We should start by resisting the temptation to talk at cross purposes, seize upon a juicy phraselet and point fingers. Given the chaos and turbulence in our political landscape, we might be better to observe, understand and work out what is going on. In that spirit, I will continue.
It is curious that in all this Britain-bashing, people on the left and centre (as was), seem to think other countries might be better. A quick scan shows this to be wide of the mark. Britain has not descended into an abyss of racist xenophobia. It is experiencing only a mild fever compared to what is going on in many countries. In Sweden, Finland, France, Austria, Italy Germany and the Netherlands (far)right populist parties are polling in the low to mid 20s. In Germany refugee centres have been burned to the ground. Even Norway has a problem with the extreme right. Partly this is a function of the proportional electoral systems which allow parties at the far ends of the spectrum to be expressed. ‘First past the post’ hides swathes of less moderate opinion and suppresses dissent, until that is the mainstream parties begin to enter a terminal tail spin – then all bets are off. Anyway, the cases of Sweden and Germany are instructive. Germans were happy to absorb the trillion Euro cost of reunification, but will not fork out for another Greek bailout that would cost a fraction of this. Why? Quite clearly because a state operates on the basis of quasi-familiarity – a symbolic consanguinity (more of this later). Germans we will pay for because they are ‘like us’, Greeks we will not pay for because they are ‘not like us’. This intimates what seems to be a more general rule. Homogeneous societies are more likely to sustain higher taxes, a more generous social compact, greater investment in public goods and a culture of shared commitment to public – infrastructure because fiscal transfers between haves and have nots are more easily legitimated between individuals and groups that share a cohesive ‘we identity’ and easily recognise a shared ‘community of fate’. Cosmopolitan societies, with high levels of ethnic, religious, linguistic and social diversity, generally have much poorer welfare systems, less public investment, less shared use of public infrastructure (schools, transport systems, health systems) and less social solidarity – because it is harder to legitimate high levels of taxation and fiscal transfers to minority groups who are not experienced as being ‘the same as us’. Because of the terrible legacy of slavery and colonialism, America is an exemplar of the latter, with Britain and America moving in that direction over many decades. Scandinavian countries have traditionally been at the other end of the spectrum.

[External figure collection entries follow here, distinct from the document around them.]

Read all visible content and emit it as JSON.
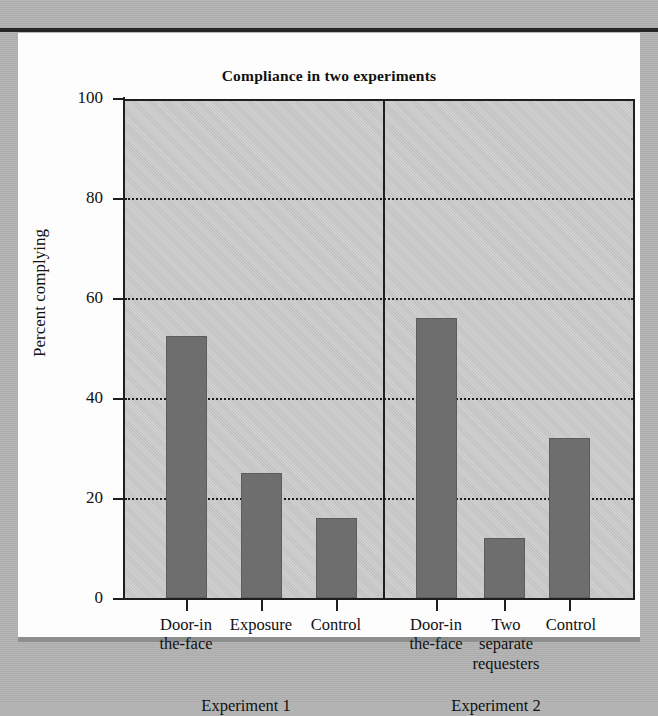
{
  "figure": {
    "title": "Compliance in two experiments"
  },
  "chart_data": {
    "type": "bar",
    "title": "Compliance in two experiments",
    "xlabel": "",
    "ylabel": "Percent complying",
    "ylim": [
      0,
      100
    ],
    "yticks": [
      0,
      20,
      40,
      60,
      80,
      100
    ],
    "ytick_labels": [
      "0",
      "20",
      "40",
      "60",
      "80",
      "100"
    ],
    "gridlines": [
      20,
      40,
      60,
      80
    ],
    "grid": "horizontal-dotted",
    "legend": "none",
    "groups": [
      {
        "name": "Experiment 1",
        "categories": [
          "Door-in the-face",
          "Exposure",
          "Control"
        ],
        "category_lines": [
          [
            "Door-in",
            "the-face"
          ],
          [
            "Exposure"
          ],
          [
            "Control"
          ]
        ],
        "values": [
          52.5,
          25,
          16
        ]
      },
      {
        "name": "Experiment 2",
        "categories": [
          "Door-in the-face",
          "Two separate requesters",
          "Control"
        ],
        "category_lines": [
          [
            "Door-in",
            "the-face"
          ],
          [
            "Two",
            "separate",
            "requesters"
          ],
          [
            "Control"
          ]
        ],
        "values": [
          56,
          12,
          32
        ]
      }
    ],
    "bar_color": "#6e6e6e",
    "plot_background": "#c6c6c6"
  },
  "axis": {
    "y_title": "Percent complying",
    "ticks": [
      {
        "label": "100",
        "value": 100
      },
      {
        "label": "80",
        "value": 80
      },
      {
        "label": "60",
        "value": 60
      },
      {
        "label": "40",
        "value": 40
      },
      {
        "label": "20",
        "value": 20
      },
      {
        "label": "0",
        "value": 0
      }
    ]
  },
  "categories": [
    {
      "line1": "Door-in",
      "line2": "the-face",
      "line3": ""
    },
    {
      "line1": "Exposure",
      "line2": "",
      "line3": ""
    },
    {
      "line1": "Control",
      "line2": "",
      "line3": ""
    },
    {
      "line1": "Door-in",
      "line2": "the-face",
      "line3": ""
    },
    {
      "line1": "Two",
      "line2": "separate",
      "line3": "requesters"
    },
    {
      "line1": "Control",
      "line2": "",
      "line3": ""
    }
  ],
  "groups": [
    {
      "label": "Experiment 1"
    },
    {
      "label": "Experiment 2"
    }
  ]
}
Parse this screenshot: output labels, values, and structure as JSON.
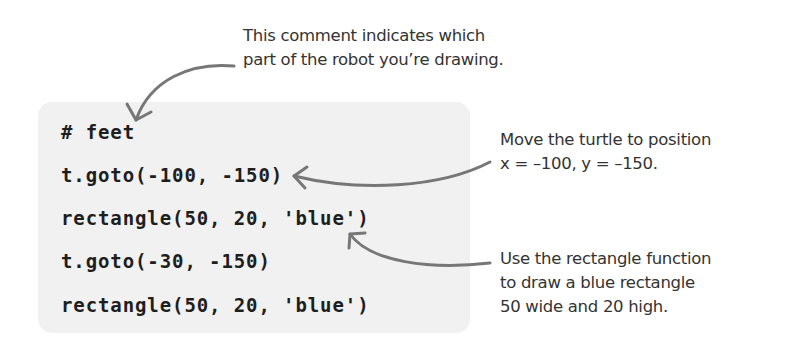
{
  "code": {
    "lines": [
      "# feet",
      "t.goto(-100, -150)",
      "rectangle(50, 20, 'blue')",
      "t.goto(-30, -150)",
      "rectangle(50, 20, 'blue')"
    ]
  },
  "annotations": {
    "comment_note": {
      "lines": [
        "This comment indicates which",
        "part of the robot you’re drawing."
      ]
    },
    "goto_note": {
      "lines": [
        "Move the turtle to position",
        "x = –100, y = –150."
      ]
    },
    "rectangle_note": {
      "lines": [
        "Use the rectangle function",
        "to draw a blue rectangle",
        "50 wide and 20 high."
      ]
    }
  },
  "colors": {
    "code_background": "#f1f1f1",
    "code_text": "#1e1e1e",
    "annotation_text": "#333333",
    "arrow": "#777777"
  }
}
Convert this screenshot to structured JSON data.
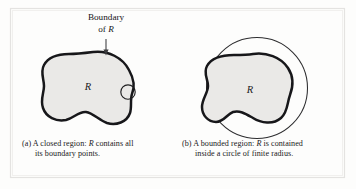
{
  "figure": {
    "background_color": "#fdfdfc",
    "frame_color": "#e3e3e1",
    "blob_fill": "#e9e8e6",
    "blob_stroke": "#1a1a1a",
    "thin_stroke": "#2b2b2b",
    "annotation": {
      "line1": "Boundary",
      "line2_prefix": "of ",
      "line2_symbol": "R",
      "arrow_name": "pointer-arrow"
    },
    "panel_a": {
      "region_label": "R",
      "caption_line1": "(a) A closed region: R contains all",
      "caption_line1_pre": "(a) A closed region: ",
      "caption_line1_sym": "R",
      "caption_line1_post": " contains all",
      "caption_line2": "its boundary points."
    },
    "panel_b": {
      "region_label": "R",
      "caption_line1_pre": "(b) A bounded region: ",
      "caption_line1_sym": "R",
      "caption_line1_post": " is contained",
      "caption_line2": "inside a circle of finite radius."
    }
  }
}
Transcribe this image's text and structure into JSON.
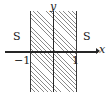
{
  "figure": {
    "background_color": "#ffffff",
    "axis_color": "#262626",
    "hatch_color": "#8a8a8a",
    "label_color": "#1a1a1a"
  },
  "axes": {
    "x_label": "x",
    "y_label": "y"
  },
  "ticks": {
    "left": "−1",
    "right": "1"
  },
  "regions": {
    "left_set_label": "S",
    "right_set_label": "S"
  },
  "chart_data": {
    "type": "area",
    "title": "",
    "xlabel": "x",
    "ylabel": "y",
    "xlim": [
      -1.85,
      1.9
    ],
    "ylim": [
      -1.45,
      1.6
    ],
    "grid": false,
    "legend": null,
    "x_ticks": [
      -1,
      1
    ],
    "x_tick_labels": [
      "−1",
      "1"
    ],
    "y_ticks": [],
    "y_tick_labels": [],
    "shaded_regions": [
      {
        "label": "hatched strip",
        "x_from": -1,
        "x_to": 1,
        "fill": "hatch-45",
        "spans_full_height": true
      }
    ],
    "annotations": [
      {
        "text": "S",
        "x": -1.45,
        "y": 0.62
      },
      {
        "text": "S",
        "x": 1.42,
        "y": 0.62
      },
      {
        "text": "−1",
        "x": -1.0,
        "y": -0.28
      },
      {
        "text": "1",
        "x": 1.0,
        "y": -0.28
      },
      {
        "text": "y",
        "x": 0.0,
        "y": 1.5
      },
      {
        "text": "x",
        "x": 1.85,
        "y": 0.12
      }
    ]
  }
}
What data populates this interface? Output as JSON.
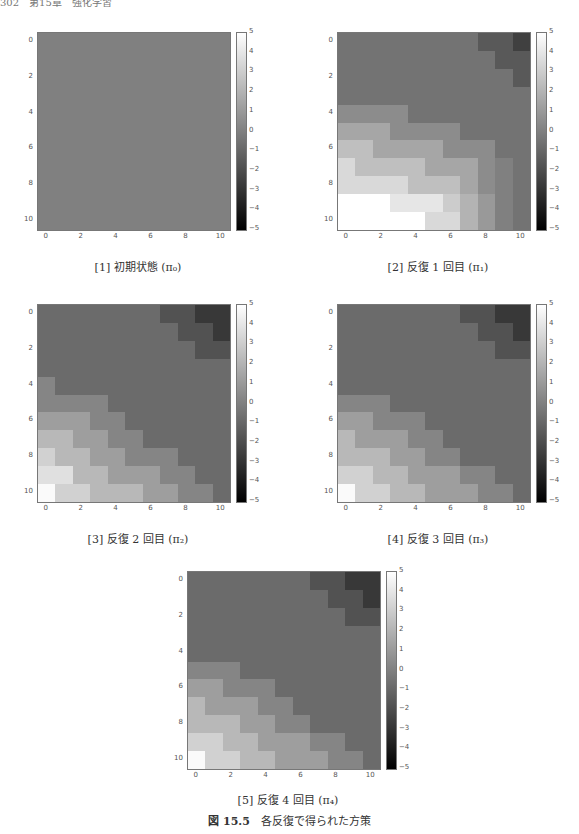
{
  "header": {
    "text": "302　第15章　強化学習"
  },
  "figure": {
    "label": "図 15.5",
    "caption": "各反復で得られた方策"
  },
  "panels": [
    {
      "caption": "[1] 初期状態 (π₀)"
    },
    {
      "caption": "[2] 反復 1 回目 (π₁)"
    },
    {
      "caption": "[3] 反復 2 回目 (π₂)"
    },
    {
      "caption": "[4] 反復 3 回目 (π₃)"
    },
    {
      "caption": "[5] 反復 4 回目 (π₄)"
    }
  ],
  "axis": {
    "yticks": [
      "0",
      "2",
      "4",
      "6",
      "8",
      "10"
    ],
    "xticks": [
      "0",
      "2",
      "4",
      "6",
      "8",
      "10"
    ],
    "cbticks": [
      "5",
      "4",
      "3",
      "2",
      "1",
      "0",
      "−1",
      "−2",
      "−3",
      "−4",
      "−5"
    ]
  },
  "chart_data": [
    {
      "type": "heatmap",
      "title": "[1] 初期状態 (π0)",
      "x": [
        0,
        1,
        2,
        3,
        4,
        5,
        6,
        7,
        8,
        9,
        10
      ],
      "y": [
        0,
        1,
        2,
        3,
        4,
        5,
        6,
        7,
        8,
        9,
        10
      ],
      "colormap": "gray",
      "vmin": -5,
      "vmax": 5,
      "xticks": [
        0,
        2,
        4,
        6,
        8,
        10
      ],
      "yticks": [
        0,
        2,
        4,
        6,
        8,
        10
      ],
      "colorbar_ticks": [
        -5,
        -4,
        -3,
        -2,
        -1,
        0,
        1,
        2,
        3,
        4,
        5
      ],
      "values": [
        [
          0,
          0,
          0,
          0,
          0,
          0,
          0,
          0,
          0,
          0,
          0
        ],
        [
          0,
          0,
          0,
          0,
          0,
          0,
          0,
          0,
          0,
          0,
          0
        ],
        [
          0,
          0,
          0,
          0,
          0,
          0,
          0,
          0,
          0,
          0,
          0
        ],
        [
          0,
          0,
          0,
          0,
          0,
          0,
          0,
          0,
          0,
          0,
          0
        ],
        [
          0,
          0,
          0,
          0,
          0,
          0,
          0,
          0,
          0,
          0,
          0
        ],
        [
          0,
          0,
          0,
          0,
          0,
          0,
          0,
          0,
          0,
          0,
          0
        ],
        [
          0,
          0,
          0,
          0,
          0,
          0,
          0,
          0,
          0,
          0,
          0
        ],
        [
          0,
          0,
          0,
          0,
          0,
          0,
          0,
          0,
          0,
          0,
          0
        ],
        [
          0,
          0,
          0,
          0,
          0,
          0,
          0,
          0,
          0,
          0,
          0
        ],
        [
          0,
          0,
          0,
          0,
          0,
          0,
          0,
          0,
          0,
          0,
          0
        ],
        [
          0,
          0,
          0,
          0,
          0,
          0,
          0,
          0,
          0,
          0,
          0
        ]
      ]
    },
    {
      "type": "heatmap",
      "title": "[2] 反復 1 回目 (π1)",
      "x": [
        0,
        1,
        2,
        3,
        4,
        5,
        6,
        7,
        8,
        9,
        10
      ],
      "y": [
        0,
        1,
        2,
        3,
        4,
        5,
        6,
        7,
        8,
        9,
        10
      ],
      "colormap": "gray",
      "vmin": -5,
      "vmax": 5,
      "xticks": [
        0,
        2,
        4,
        6,
        8,
        10
      ],
      "yticks": [
        0,
        2,
        4,
        6,
        8,
        10
      ],
      "colorbar_ticks": [
        -5,
        -4,
        -3,
        -2,
        -1,
        0,
        1,
        2,
        3,
        4,
        5
      ],
      "values": [
        [
          -0.5,
          -0.5,
          -0.5,
          -0.5,
          -0.5,
          -0.5,
          -0.5,
          -0.5,
          -1.5,
          -1.5,
          -2.5
        ],
        [
          -0.5,
          -0.5,
          -0.5,
          -0.5,
          -0.5,
          -0.5,
          -0.5,
          -0.5,
          -0.5,
          -1.5,
          -1.5
        ],
        [
          -0.5,
          -0.5,
          -0.5,
          -0.5,
          -0.5,
          -0.5,
          -0.5,
          -0.5,
          -0.5,
          -0.5,
          -1.5
        ],
        [
          -0.5,
          -0.5,
          -0.5,
          -0.5,
          -0.5,
          -0.5,
          -0.5,
          -0.5,
          -0.5,
          -0.5,
          -0.5
        ],
        [
          0.5,
          0.5,
          0.5,
          0.5,
          -0.5,
          -0.5,
          -0.5,
          -0.5,
          -0.5,
          -0.5,
          -0.5
        ],
        [
          1.5,
          1.5,
          1.5,
          0.5,
          0.5,
          0.5,
          0.5,
          -0.5,
          -0.5,
          -0.5,
          -0.5
        ],
        [
          2.5,
          2.5,
          1.5,
          1.5,
          1.5,
          1.5,
          0.5,
          0.5,
          0.5,
          -0.5,
          -0.5
        ],
        [
          3.5,
          2.5,
          2.5,
          2.5,
          2.5,
          1.5,
          1.5,
          1.5,
          0.5,
          0,
          -0.5
        ],
        [
          3.5,
          3.5,
          3.5,
          3.5,
          2.5,
          2.5,
          2.5,
          1.5,
          0.5,
          0,
          -0.5
        ],
        [
          5,
          5,
          5,
          4,
          4,
          4,
          3,
          2,
          1,
          0,
          -0.5
        ],
        [
          5,
          5,
          5,
          5,
          5,
          3.5,
          3.5,
          2,
          1,
          0,
          -0.5
        ]
      ]
    },
    {
      "type": "heatmap",
      "title": "[3] 反復 2 回目 (π2)",
      "x": [
        0,
        1,
        2,
        3,
        4,
        5,
        6,
        7,
        8,
        9,
        10
      ],
      "y": [
        0,
        1,
        2,
        3,
        4,
        5,
        6,
        7,
        8,
        9,
        10
      ],
      "colormap": "gray",
      "vmin": -5,
      "vmax": 5,
      "xticks": [
        0,
        2,
        4,
        6,
        8,
        10
      ],
      "yticks": [
        0,
        2,
        4,
        6,
        8,
        10
      ],
      "colorbar_ticks": [
        -5,
        -4,
        -3,
        -2,
        -1,
        0,
        1,
        2,
        3,
        4,
        5
      ],
      "values": [
        [
          -0.8,
          -0.8,
          -0.8,
          -0.8,
          -0.8,
          -0.8,
          -0.8,
          -1.8,
          -1.8,
          -2.8,
          -2.8
        ],
        [
          -0.8,
          -0.8,
          -0.8,
          -0.8,
          -0.8,
          -0.8,
          -0.8,
          -0.8,
          -1.8,
          -1.8,
          -2.8
        ],
        [
          -0.8,
          -0.8,
          -0.8,
          -0.8,
          -0.8,
          -0.8,
          -0.8,
          -0.8,
          -0.8,
          -1.8,
          -1.8
        ],
        [
          -0.8,
          -0.8,
          -0.8,
          -0.8,
          -0.8,
          -0.8,
          -0.8,
          -0.8,
          -0.8,
          -0.8,
          -0.8
        ],
        [
          0.2,
          -0.8,
          -0.8,
          -0.8,
          -0.8,
          -0.8,
          -0.8,
          -0.8,
          -0.8,
          -0.8,
          -0.8
        ],
        [
          0.2,
          0.2,
          0.2,
          0.2,
          -0.8,
          -0.8,
          -0.8,
          -0.8,
          -0.8,
          -0.8,
          -0.8
        ],
        [
          1.2,
          1.2,
          1.2,
          0.2,
          0.2,
          -0.8,
          -0.8,
          -0.8,
          -0.8,
          -0.8,
          -0.8
        ],
        [
          2.2,
          2.2,
          1.2,
          1.2,
          0.2,
          0.2,
          -0.8,
          -0.8,
          -0.8,
          -0.8,
          -0.8
        ],
        [
          3.2,
          2.2,
          2.2,
          1.2,
          1.2,
          0.2,
          0.2,
          0.2,
          -0.8,
          -0.8,
          -0.8
        ],
        [
          3.8,
          3.8,
          2.2,
          2.2,
          1.2,
          1.2,
          1.2,
          0.2,
          0.2,
          -0.8,
          -0.8
        ],
        [
          4.8,
          3.2,
          3.2,
          2.2,
          2.2,
          2.2,
          1.2,
          1.2,
          0.2,
          0.2,
          -0.8
        ]
      ]
    },
    {
      "type": "heatmap",
      "title": "[4] 反復 3 回目 (π3)",
      "x": [
        0,
        1,
        2,
        3,
        4,
        5,
        6,
        7,
        8,
        9,
        10
      ],
      "y": [
        0,
        1,
        2,
        3,
        4,
        5,
        6,
        7,
        8,
        9,
        10
      ],
      "colormap": "gray",
      "vmin": -5,
      "vmax": 5,
      "xticks": [
        0,
        2,
        4,
        6,
        8,
        10
      ],
      "yticks": [
        0,
        2,
        4,
        6,
        8,
        10
      ],
      "colorbar_ticks": [
        -5,
        -4,
        -3,
        -2,
        -1,
        0,
        1,
        2,
        3,
        4,
        5
      ],
      "values": [
        [
          -0.8,
          -0.8,
          -0.8,
          -0.8,
          -0.8,
          -0.8,
          -0.8,
          -1.8,
          -1.8,
          -2.8,
          -2.8
        ],
        [
          -0.8,
          -0.8,
          -0.8,
          -0.8,
          -0.8,
          -0.8,
          -0.8,
          -0.8,
          -1.8,
          -1.8,
          -2.8
        ],
        [
          -0.8,
          -0.8,
          -0.8,
          -0.8,
          -0.8,
          -0.8,
          -0.8,
          -0.8,
          -0.8,
          -1.8,
          -1.8
        ],
        [
          -0.8,
          -0.8,
          -0.8,
          -0.8,
          -0.8,
          -0.8,
          -0.8,
          -0.8,
          -0.8,
          -0.8,
          -0.8
        ],
        [
          -0.8,
          -0.8,
          -0.8,
          -0.8,
          -0.8,
          -0.8,
          -0.8,
          -0.8,
          -0.8,
          -0.8,
          -0.8
        ],
        [
          0.2,
          0.2,
          0.2,
          -0.8,
          -0.8,
          -0.8,
          -0.8,
          -0.8,
          -0.8,
          -0.8,
          -0.8
        ],
        [
          1.2,
          1.2,
          0.2,
          0.2,
          0.2,
          -0.8,
          -0.8,
          -0.8,
          -0.8,
          -0.8,
          -0.8
        ],
        [
          2.2,
          1.2,
          1.2,
          1.2,
          0.2,
          0.2,
          -0.8,
          -0.8,
          -0.8,
          -0.8,
          -0.8
        ],
        [
          2.2,
          2.2,
          2.2,
          1.2,
          1.2,
          0.2,
          0.2,
          -0.8,
          -0.8,
          -0.8,
          -0.8
        ],
        [
          3.2,
          3.2,
          2.2,
          2.2,
          1.2,
          1.2,
          1.2,
          0.2,
          0.2,
          -0.8,
          -0.8
        ],
        [
          4.8,
          3.2,
          3.2,
          2.2,
          2.2,
          1.2,
          1.2,
          1.2,
          0.2,
          0.2,
          -0.8
        ]
      ]
    },
    {
      "type": "heatmap",
      "title": "[5] 反復 4 回目 (π4)",
      "x": [
        0,
        1,
        2,
        3,
        4,
        5,
        6,
        7,
        8,
        9,
        10
      ],
      "y": [
        0,
        1,
        2,
        3,
        4,
        5,
        6,
        7,
        8,
        9,
        10
      ],
      "colormap": "gray",
      "vmin": -5,
      "vmax": 5,
      "xticks": [
        0,
        2,
        4,
        6,
        8,
        10
      ],
      "yticks": [
        0,
        2,
        4,
        6,
        8,
        10
      ],
      "colorbar_ticks": [
        -5,
        -4,
        -3,
        -2,
        -1,
        0,
        1,
        2,
        3,
        4,
        5
      ],
      "values": [
        [
          -0.8,
          -0.8,
          -0.8,
          -0.8,
          -0.8,
          -0.8,
          -0.8,
          -1.8,
          -1.8,
          -2.8,
          -2.8
        ],
        [
          -0.8,
          -0.8,
          -0.8,
          -0.8,
          -0.8,
          -0.8,
          -0.8,
          -0.8,
          -1.8,
          -1.8,
          -2.8
        ],
        [
          -0.8,
          -0.8,
          -0.8,
          -0.8,
          -0.8,
          -0.8,
          -0.8,
          -0.8,
          -0.8,
          -1.8,
          -1.8
        ],
        [
          -0.8,
          -0.8,
          -0.8,
          -0.8,
          -0.8,
          -0.8,
          -0.8,
          -0.8,
          -0.8,
          -0.8,
          -0.8
        ],
        [
          -0.8,
          -0.8,
          -0.8,
          -0.8,
          -0.8,
          -0.8,
          -0.8,
          -0.8,
          -0.8,
          -0.8,
          -0.8
        ],
        [
          0.2,
          0.2,
          0.2,
          -0.8,
          -0.8,
          -0.8,
          -0.8,
          -0.8,
          -0.8,
          -0.8,
          -0.8
        ],
        [
          1.2,
          1.2,
          0.2,
          0.2,
          0.2,
          -0.8,
          -0.8,
          -0.8,
          -0.8,
          -0.8,
          -0.8
        ],
        [
          2.2,
          1.2,
          1.2,
          1.2,
          0.2,
          0.2,
          -0.8,
          -0.8,
          -0.8,
          -0.8,
          -0.8
        ],
        [
          2.2,
          2.2,
          2.2,
          1.2,
          1.2,
          0.2,
          0.2,
          -0.8,
          -0.8,
          -0.8,
          -0.8
        ],
        [
          3.2,
          3.2,
          2.2,
          2.2,
          1.2,
          1.2,
          1.2,
          0.2,
          0.2,
          -0.8,
          -0.8
        ],
        [
          4.8,
          3.2,
          3.2,
          2.2,
          2.2,
          1.2,
          1.2,
          1.2,
          0.2,
          0.2,
          -0.8
        ]
      ]
    }
  ]
}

A complicating factor is that certainly in the economic boom times, migration is good for growth and diversity drives innovation. Hence the paradox that America has consistently been the most economically dynamic and innovative economy whilst scoring terribly on education, welfare, health and happiness. This all becomes more problematic during periods of economic stagnation [And it becomes possibly terminal for the body politic if the global economy begins to experience systemic, irrevocable, biophysical and ecological limits to growth – which is a different and even more shocking possibility. More of that in another post]. So even from the perspective of mainstream political economy, this very simple trade off tells us immediately something about what is going on in Europe. By embracing mass immigration for a combination of ethical and economic/demographic reasons, Sweden and German can expect [other things being equal, which they are not] to receive an economic boost and higher levels of innovation, but at the same time enormous political problems with sustaining a generous, inclusive welfare system. Sweden is beginning to look more like Britain and America – and I am guessing that for many Swedes this will be the cause of mixed feelings.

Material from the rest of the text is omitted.